Let’s fit a slightly naive model to miles per gallon versus horsepower
in the mtcars dataset:
m_mpg = brm(
mpg ~ log(hp),
data = mtcars,
family = lognormal,
file = "README_models/m_mpg.rds" # cache model (can be removed)
)
Now we will use modelr::data_grid, tidybayes::add_predicted_draws(),
and ggdist::stat_lineribbon() to generate a fit curve with multiple
probability bands:
mtcars %>%
data_grid(hp = seq_range(hp, n = 101)) %>%
add_predicted_draws(m_mpg) %>%
ggplot(aes(x = hp, y = mpg)) +
stat_lineribbon(aes(y = .prediction), .width = c(.99, .95, .8, .5), color = "#08519C") +
geom_point(data = mtcars, size = 2) +
scale_fill_brewer()
ggdist::stat_lineribbon(aes(y = .prediction), .width = c(.99, .95, .8, .5)) is one of several shortcut geoms that simplify common combinations
of tidybayes functions and ggplot geoms. It is roughly equivalent to
the following:
stat_summary(
aes(y = .prediction, fill = forcats::fct_rev(ordered(stat(.width))), group = -stat(.width)),
geom = "ribbon", point_interval = median_qi, fun.args = list(.width = c(.99, .95, .8, .5))
) +
stat_summary(aes(y = .prediction), fun.y = median, geom = "line", color = "red", size = 1.25)

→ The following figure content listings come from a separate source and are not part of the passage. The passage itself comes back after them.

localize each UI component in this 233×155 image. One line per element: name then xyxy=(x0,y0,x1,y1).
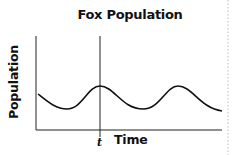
plot-area xyxy=(0,0,233,155)
population-curve xyxy=(38,86,222,111)
fox-population-chart: Fox Population Population Time t xyxy=(0,0,233,155)
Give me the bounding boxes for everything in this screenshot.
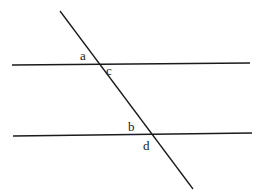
diagram-canvas: a c b d [0, 0, 257, 196]
diagram-svg: a c b d [0, 0, 257, 196]
transversal-line [60, 11, 193, 189]
angle-label-b: b [128, 119, 135, 134]
top-parallel-line [12, 63, 250, 65]
angle-label-d: d [143, 138, 150, 153]
angle-label-c: c [106, 63, 112, 78]
angle-label-a: a [80, 48, 86, 63]
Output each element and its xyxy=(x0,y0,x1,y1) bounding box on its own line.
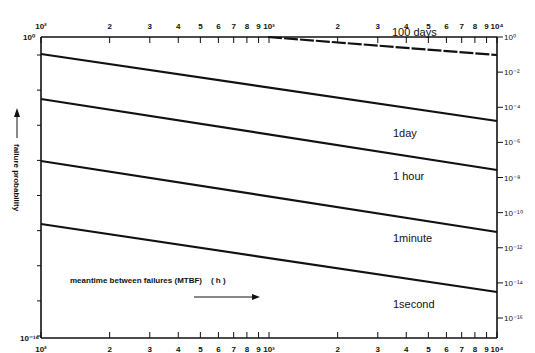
x-tick-label: 3 xyxy=(376,345,381,353)
y-tick-label: 10⁻² xyxy=(504,68,520,77)
y-tick-label: 10⁻⁶ xyxy=(504,138,520,147)
x-tick-label: 8 xyxy=(245,345,250,353)
x-tick-label: 10⁴ xyxy=(491,345,504,353)
x-tick-label: 3 xyxy=(148,22,153,31)
x-tick-label: 8 xyxy=(473,345,478,353)
x-axis-label: meantime between failures (MTBF) ( h ) xyxy=(70,276,226,285)
x-tick-label: 4 xyxy=(176,345,181,353)
x-tick-label: 5 xyxy=(426,345,431,353)
x-axis-arrow xyxy=(194,294,260,300)
line-100-days xyxy=(268,37,497,55)
x-tick-label: 9 xyxy=(484,345,489,353)
label-1-second: 1second xyxy=(393,298,435,310)
x-tick-label: 6 xyxy=(444,22,449,31)
label-1-day: 1day xyxy=(393,127,417,139)
x-tick-label: 9 xyxy=(256,345,261,353)
y-tick-label: 10⁻⁴ xyxy=(504,103,521,112)
x-tick-label: 2 xyxy=(335,22,340,31)
x-tick-label: 9 xyxy=(484,22,489,31)
x-tick-label: 2 xyxy=(107,345,112,353)
x-tick-label: 5 xyxy=(198,345,203,353)
y-left-top-label: 10⁰ xyxy=(23,33,36,42)
label-1-hour: 1 hour xyxy=(393,170,425,182)
x-tick-label: 5 xyxy=(198,22,203,31)
x-tick-label: 4 xyxy=(404,22,409,31)
x-tick-label: 7 xyxy=(231,345,236,353)
y-tick-label: 10⁻¹⁴ xyxy=(504,279,524,288)
x-axis-ticks xyxy=(41,37,497,338)
x-tick-label: 6 xyxy=(216,345,221,353)
x-tick-label: 7 xyxy=(459,22,464,31)
y-left-bottom-label: 10⁻¹⁶ xyxy=(20,334,40,343)
line-1-minute xyxy=(41,161,497,232)
x-tick-label: 10³ xyxy=(263,345,275,353)
x-tick-label: 7 xyxy=(459,345,464,353)
series-lines xyxy=(41,37,497,292)
x-tick-label: 10³ xyxy=(263,22,275,31)
x-tick-label: 5 xyxy=(426,22,431,31)
x-tick-label: 3 xyxy=(376,22,381,31)
x-tick-label: 10⁴ xyxy=(491,22,504,31)
x-tick-label: 8 xyxy=(473,22,478,31)
y-tick-label: 10⁻¹² xyxy=(504,244,523,253)
x-tick-label: 3 xyxy=(148,345,153,353)
plot-frame xyxy=(41,37,497,338)
x-tick-label: 6 xyxy=(444,345,449,353)
chart: 100 days 1day 1 hour 1minute 1second mea… xyxy=(0,0,535,353)
x-tick-label: 9 xyxy=(256,22,261,31)
x-tick-label: 10² xyxy=(35,345,47,353)
y-axis-arrow xyxy=(14,108,20,138)
y-tick-label: 10⁻¹⁰ xyxy=(504,209,523,218)
y-tick-label: 10⁰ xyxy=(504,33,516,42)
x-tick-label: 10² xyxy=(35,22,47,31)
x-tick-label: 4 xyxy=(176,22,181,31)
y-tick-label: 10⁻¹⁶ xyxy=(504,314,523,323)
x-axis-labels-bottom: 10²2345678910³2345678910⁴ xyxy=(35,345,503,353)
label-1-minute: 1minute xyxy=(393,232,432,244)
y-axis-ticks xyxy=(37,37,503,336)
y-axis-labels-right: 10⁰10⁻²10⁻⁴10⁻⁶10⁻⁸10⁻¹⁰10⁻¹²10⁻¹⁴10⁻¹⁶ xyxy=(504,33,524,323)
x-tick-label: 2 xyxy=(335,345,340,353)
x-tick-label: 8 xyxy=(245,22,250,31)
x-tick-label: 2 xyxy=(107,22,112,31)
y-tick-label: 10⁻⁸ xyxy=(504,174,520,183)
x-tick-label: 4 xyxy=(404,345,409,353)
line-1-day xyxy=(41,54,497,121)
line-1-hour xyxy=(41,99,497,170)
x-tick-label: 7 xyxy=(231,22,236,31)
y-axis-label: failure probability xyxy=(12,144,21,212)
x-tick-label: 6 xyxy=(216,22,221,31)
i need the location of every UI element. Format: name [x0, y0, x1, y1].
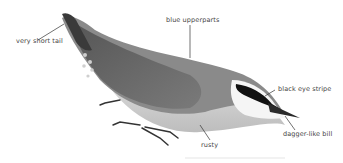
label-underparts: rusty	[201, 141, 218, 149]
label-tail: very short tail	[16, 37, 63, 45]
label-upperparts: blue upperparts	[166, 16, 219, 24]
bird-illustration: very short tail blue upperparts black ey…	[0, 0, 343, 163]
label-eye-stripe: black eye stripe	[278, 85, 331, 93]
nuthatch-drawing	[0, 0, 343, 163]
label-bill: dagger-like bill	[283, 130, 332, 138]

Because this is all tidy data, if you wanted to build a model with interactions among different categorical variables (say a different curve for automatic and manual transmissions), you can easily generate predictions faceted over that variable (say, different curves for different transmission types). Then you could use the existing faceting features built in to ggplot to plot them.
Such a model might be:
m_mpg_am = brm(
mpg ~ log(hp) * am,
data = mtcars,
family = lognormal,
file = "README_models/m_mpg_am.rds" # cache model (can be removed)
)
Then we can generate and plot predictions as before (differences from above are highlighted as comments):
mtcars %>%
data_grid(hp = seq_range(hp, n = 101), am) %>% # add am to the prediction grid
add_predicted_draws(m_mpg_am) %>%
ggplot(aes(x = hp, y = mpg)) +
stat_lineribbon(aes(y = .prediction), .width = c(.99, .95, .8, .5), color = "#08519C") +
geom_point(data = mtcars) +
scale_fill_brewer() +
facet_wrap(~ am) # facet by am
Or, if you would like overplotted posterior fit lines, you can instead
use tidybayes::add_fitted_draws() to get draws from fit lines (instead
of predictions), select some reasonable number of them (say n = 100),
and then plot them:
mtcars %>%
data_grid(hp = seq_range(hp, n = 200), am) %>%
add_fitted_draws(m_mpg_am, n = 100) %>% # sample 100 fits from the posterior
ggplot(aes(x = hp, y = mpg)) +
geom_line(aes(y = .value, group = .draw), alpha = 1/20, color = "#08519C") +
geom_point(data = mtcars) +
facet_wrap(~ am)
Animated hypothetical outcome plots (HOPs) can also be easily
constructed by using gganimate:
set.seed(12345)
ndraws = 50
p = mtcars %>%
data_grid(hp = seq_range(hp, n = 50), am) %>%
add_fitted_draws(m_mpg_am, n = ndraws) %>%
ggplot(aes(x = hp, y = mpg)) +
geom_line(aes(y = .value, group = .draw), color = "#08519C") +
geom_point(data = mtcars) +
facet_wrap(~ am, labeller = label_both) +
transition_states(.draw, 0, 1) +
shadow_mark(past = TRUE, future = TRUE, alpha = 1/20, color = "gray50")
animate(p, nframes = ndraws, fps = 2.5, width = 672, height = 480, res = 100, dev = "png", type = "cairo")
See vignette("tidybayes") for a variety of additional examples and
more explanation of how it works.
I welcome feedback, suggestions, issues, and contributions! Contact me
at [email protected]. If you have found a bug, please file it
here with minimal code
to reproduce the issue. Pull requests should be filed against the
dev branch.
tidybayes grew out of helper functions I wrote to make my own analysis
pipelines tidier. Over time it has expanded to cover more use cases I
have encountered, but I would love to make it cover more!